For all his flaws, Ulysses S. Grant was a great hero and the nation owes his legacy a great debt long left unpaid. Perhaps second only to Lincoln, Grant led the effort to crush the rebellion, save the Union, and end human chattel slavery.  Without him, there might be no United States today. Chernow’s Grant is a remarkable achievement. It deserves to be read by every American.

Author: stanprager

Book nerd, computer geek, rock music fan, dogmatic skeptic.

5 thoughts on “Review of: Grant, by Ron Chernow”

  1. While I may not be the brightest bulb in the lamp, I’m certainly not the dimmest. Almost every paragraph I had to look up one or more words. I felt that the author was trying to impress his readers with his wordsmith, which only lead to a tiresome reading of his biography on Grant. If his other books are similar, I doubt that I’ll ever read another of his books.

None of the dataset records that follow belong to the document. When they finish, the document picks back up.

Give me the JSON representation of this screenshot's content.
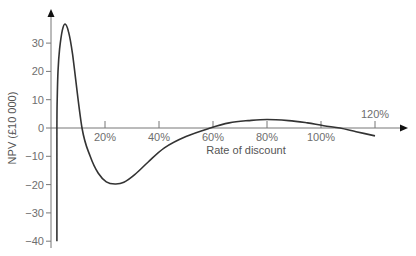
{
  "chart_data": {
    "type": "line",
    "title": "",
    "xlabel": "Rate of discount",
    "ylabel": "NPV (£10 000)",
    "x_unit": "%",
    "xlim": [
      0,
      124
    ],
    "ylim": [
      -40,
      40
    ],
    "x_ticks": [
      20,
      40,
      60,
      80,
      100,
      120
    ],
    "x_tick_labels": [
      "20%",
      "40%",
      "60%",
      "80%",
      "100%",
      "120%"
    ],
    "y_ticks": [
      30,
      20,
      10,
      0,
      -10,
      -20,
      -30,
      -40
    ],
    "y_tick_labels": [
      "30",
      "20",
      "10",
      "0",
      "−10",
      "−20",
      "−30",
      "−40"
    ],
    "grid": false,
    "legend": null,
    "series": [
      {
        "name": "NPV",
        "color": "#333333",
        "x": [
          2.2,
          2.2,
          2.3,
          2.6,
          3.2,
          4.2,
          5.2,
          6.5,
          8.0,
          11.5,
          14.5,
          17.5,
          20.5,
          23.7,
          27.0,
          31.0,
          36.0,
          42.0,
          50.0,
          59.0,
          66.0,
          73.0,
          80.0,
          88.0,
          95.0,
          101.0,
          107.0,
          113.0,
          120.0
        ],
        "values": [
          -40,
          0,
          10,
          20,
          28,
          34.5,
          36.7,
          34,
          26,
          0,
          -10,
          -16,
          -19,
          -19.8,
          -19.2,
          -16.5,
          -12,
          -7,
          -3,
          0,
          1.8,
          2.6,
          3.0,
          2.6,
          1.8,
          0.8,
          0,
          -1.3,
          -2.8
        ]
      }
    ],
    "annotations": []
  },
  "axes": {
    "y_label": "NPV (£10 000)",
    "x_label": "Rate of discount"
  }
}
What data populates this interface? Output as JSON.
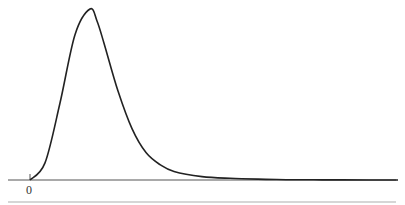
{
  "chart_data": {
    "type": "line",
    "title": "",
    "xlabel": "",
    "ylabel": "",
    "x_tick_labels": [
      "0"
    ],
    "grid": false,
    "legend": null,
    "series": [
      {
        "name": "density",
        "x": [
          0,
          0.25,
          0.5,
          0.75,
          1.0,
          1.25,
          1.5,
          2.0,
          2.5,
          3.0,
          3.5,
          4.0,
          5.0,
          6.0,
          7.0,
          8.0,
          9.0,
          10.0,
          12.0
        ],
        "y": [
          0,
          0.1,
          0.45,
          0.85,
          1.0,
          0.93,
          0.8,
          0.52,
          0.3,
          0.16,
          0.09,
          0.05,
          0.02,
          0.01,
          0.005,
          0.002,
          0.001,
          0.0005,
          0.0
        ]
      }
    ],
    "colors": {
      "curve": "#222222",
      "axis": "#555555",
      "rule": "#c8c8c8"
    }
  },
  "axis": {
    "origin_label": "0"
  }
}
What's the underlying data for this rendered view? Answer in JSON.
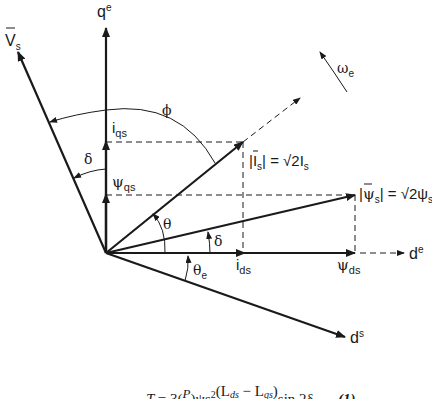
{
  "diagram": {
    "origin": [
      106,
      253
    ],
    "colors": {
      "stroke": "#1a1a1a",
      "background": "#ffffff"
    },
    "axes": {
      "qe": {
        "label": "q",
        "sup": "e"
      },
      "de": {
        "label": "d",
        "sup": "e"
      },
      "ds": {
        "label": "d",
        "sup": "s"
      }
    },
    "vectors": {
      "Vs": {
        "label": "V",
        "sub": "s",
        "bar": true
      },
      "Is": {
        "label_left": "|",
        "label_sym": "I",
        "sub": "s",
        "label_rest": "| = √2I",
        "sub2": "s"
      },
      "psis": {
        "label_left": "|",
        "label_sym": "ψ",
        "sub": "s",
        "label_rest": "| = √2ψ",
        "sub2": "s"
      }
    },
    "components": {
      "iqs": {
        "label": "i",
        "sub": "qs"
      },
      "psiqs": {
        "label": "ψ",
        "sub": "qs"
      },
      "ids": {
        "label": "i",
        "sub": "ds"
      },
      "psids": {
        "label": "ψ",
        "sub": "ds"
      }
    },
    "angles": {
      "phi": "ϕ",
      "delta_upper": "δ",
      "theta": "θ",
      "delta_lower": "δ",
      "theta_e": {
        "label": "θ",
        "sub": "e"
      }
    },
    "rotation": {
      "label": "ω",
      "sub": "e"
    },
    "equation": {
      "text": "T = 3(P/2)ψ²(L_ds − L_qs) sin 2δ",
      "lhs": "T",
      "eq_sign": "= 3(",
      "p": "P",
      "mid": ")ψs",
      "sup": "2",
      "frac_num": "(L",
      "ds": "ds",
      "minus": " − L",
      "qs": "qs",
      "close": ")",
      "sin": "sin 2δ",
      "number": "(1)"
    }
  }
}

    1. Hmmm … that’s odd because honestly I don’t recall looking up any words while reading “Grant.” I did find Chernow’s “Hamilton” while brilliant a bit of a brick, and the vocabulary sometimes more challenging, but I did not experience that with “Grant.” Of course it could just be me: I was self-schooled in literature with Faulkner, Styron and the like as constant companions, which forced me to expand my command of sometimes arcane vocabulary, not that I still don’t have to rely on my Dictionary app from time to time. We are all different, of course, but I found Grant an extremely fast-moving, quite accessible read, which again represents a contrast with “Hamilton,” which was pregnant in detail and a much tougher climb. Obviously, Chernow is not for you, which is fine … so many books, so little time!